Here at the Crimson, we put out hundreds of sports stories every year, and sometimes as Harvard’s 41 varsity intercollegiate sports pile on top of each other, we lose the simple abilities of perception and hindsight.
But I was at the Beren Tennis Center this past weekend, watching the Harvard men’s tennis team roll over its first-round opponent in the NCAA tournament, when something struck me: this is the team’s best showing in my three years here. So I went home, clicked on the Internet archives of this paper and found something even more bedeviling—there have been a lot of times in this past school year when we’ve written that a Harvard sports team had its best season in “x” number of years.
In fact, 2001-2002 will go down as one of the most successful and memorable Harvard sports years ever, and it’s not even over yet, thanks to baseball, tennis, track and others. But as this is my last column of the year, let’s take a trip down memory lane (a.k.a JFK St.) to the athletic accomplishments of the year past.
Like almost everything else in America, our trip must begin on the morning of Sept. 11, 2001, as thousands of Harvard undergrads made their way to house JCRs to register for the upcoming year. The terrorist attacks were on a Tuesday, and all Harvard sporting events for the next week were either canceled or postponed, including football’s season opener against Holy Cross. The decision to take these steps were made by a fresh Harvard face, new Director of Athletics Robert Scalise. The renaissance of Harvard sports had begun.
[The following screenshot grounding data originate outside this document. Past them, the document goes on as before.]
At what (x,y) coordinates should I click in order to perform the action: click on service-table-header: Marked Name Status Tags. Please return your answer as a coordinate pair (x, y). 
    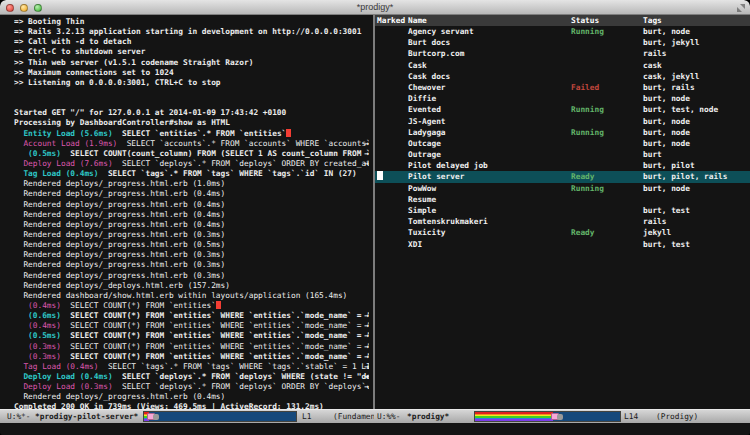
    Looking at the image, I should click on (562, 20).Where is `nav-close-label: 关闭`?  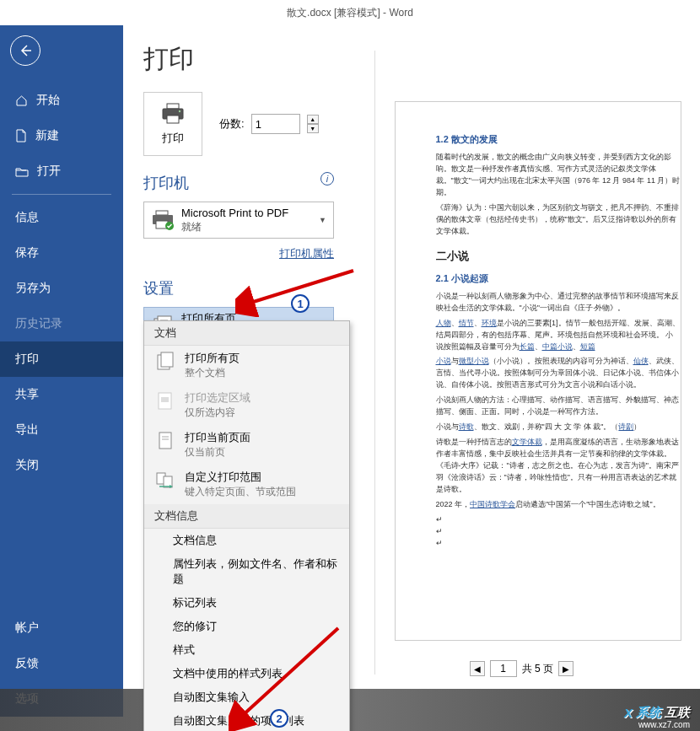
nav-close-label: 关闭 is located at coordinates (27, 465).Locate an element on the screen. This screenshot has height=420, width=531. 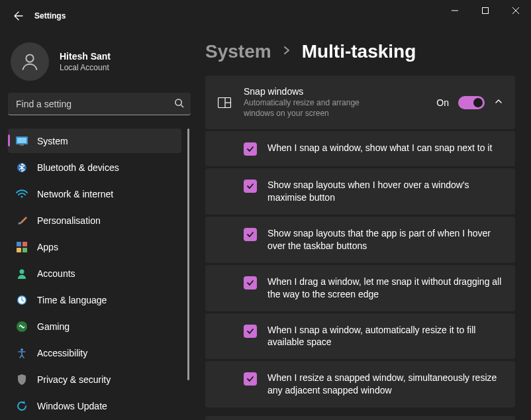
snap-option: When I snap a window, show what I can sn… is located at coordinates (360, 148).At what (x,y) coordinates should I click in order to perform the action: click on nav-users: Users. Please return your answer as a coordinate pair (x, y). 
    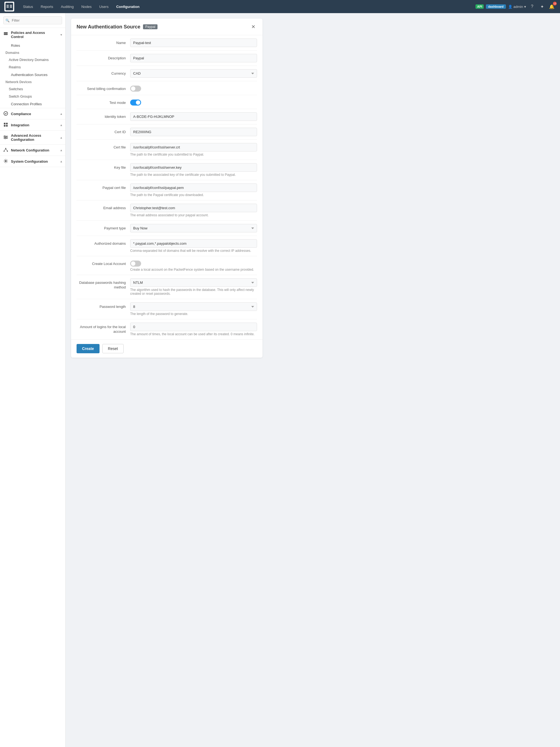
    Looking at the image, I should click on (104, 7).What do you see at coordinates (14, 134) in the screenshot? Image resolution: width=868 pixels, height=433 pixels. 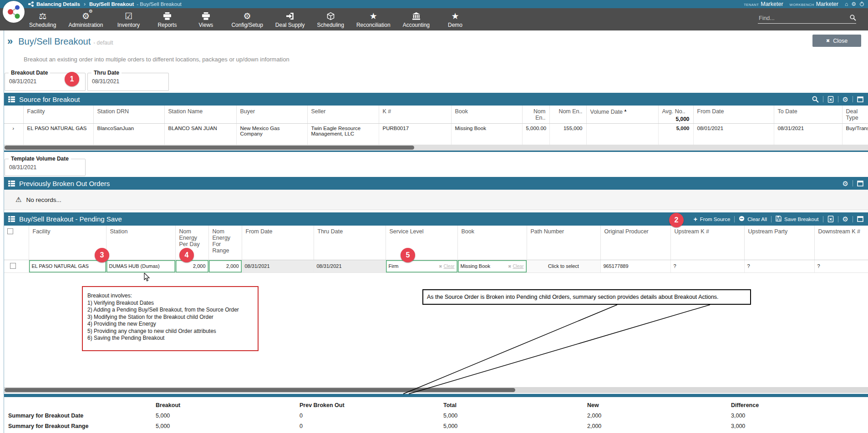 I see `expand-row-icon: ›` at bounding box center [14, 134].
Over the next two months our athletes competed in outdoor sports with reckless abandon and amazing success. In October, the women’s tennis team captured the fall ECAC championship, while the football team scored a pair of heart attack-inducing wins over Princeton and Dartmouth over at the Stadium. By November, Harvard was winning trophies left and right. Men’s water polo had its highest finish ever (third) at the Eastern Championships, field hockey close out its season with four straight wins and both soccers were headed for the NCAA tournament.
Men’s soccer, led by a youth movement with veteran leadership (always a strong combination), made its first NCAA appearance in five years on the strength of eight shutouts during the regular season. Considering the team had finished last in the Ivy League the year before, the 1-0 loss to Rutgers in the first round was nothing to be ashamed of. The women booters got a little farther, thanks to a quadruple-overtime goal by junior Beth Totman to beat Hartford in the first round, before losing to perennial national power UConn in the next.
And of course, there was football. Injuries to the starting quarterback and running backs were no problem; it just bucked up on defense and line protection. Junior wide receiver Carl Morris, the Ivy Player of the Year, caught everything that was thrown at him, and even threw a few passes himself. Pure heart pushed the Crimson over the edge against defending champ Penn, and then Harvard’s decisive 35-23 victory at the Yale Bowl gave the Crimson its first perfect season since 1913. Essentially, the best season of the modern era.
The weather turned nasty in the winter, but Harvard just pushed its winning ways indoors. Men’s basketball hung in the most competitive Ivy race in recent memory for much longer than anyone had expected, only a year after losing its top scorer. And none of the Lavietes Pavilion fans will soon forget the two-point loss to Princeton, the overtime upset of Penn or the nationally televised demolition of Brown.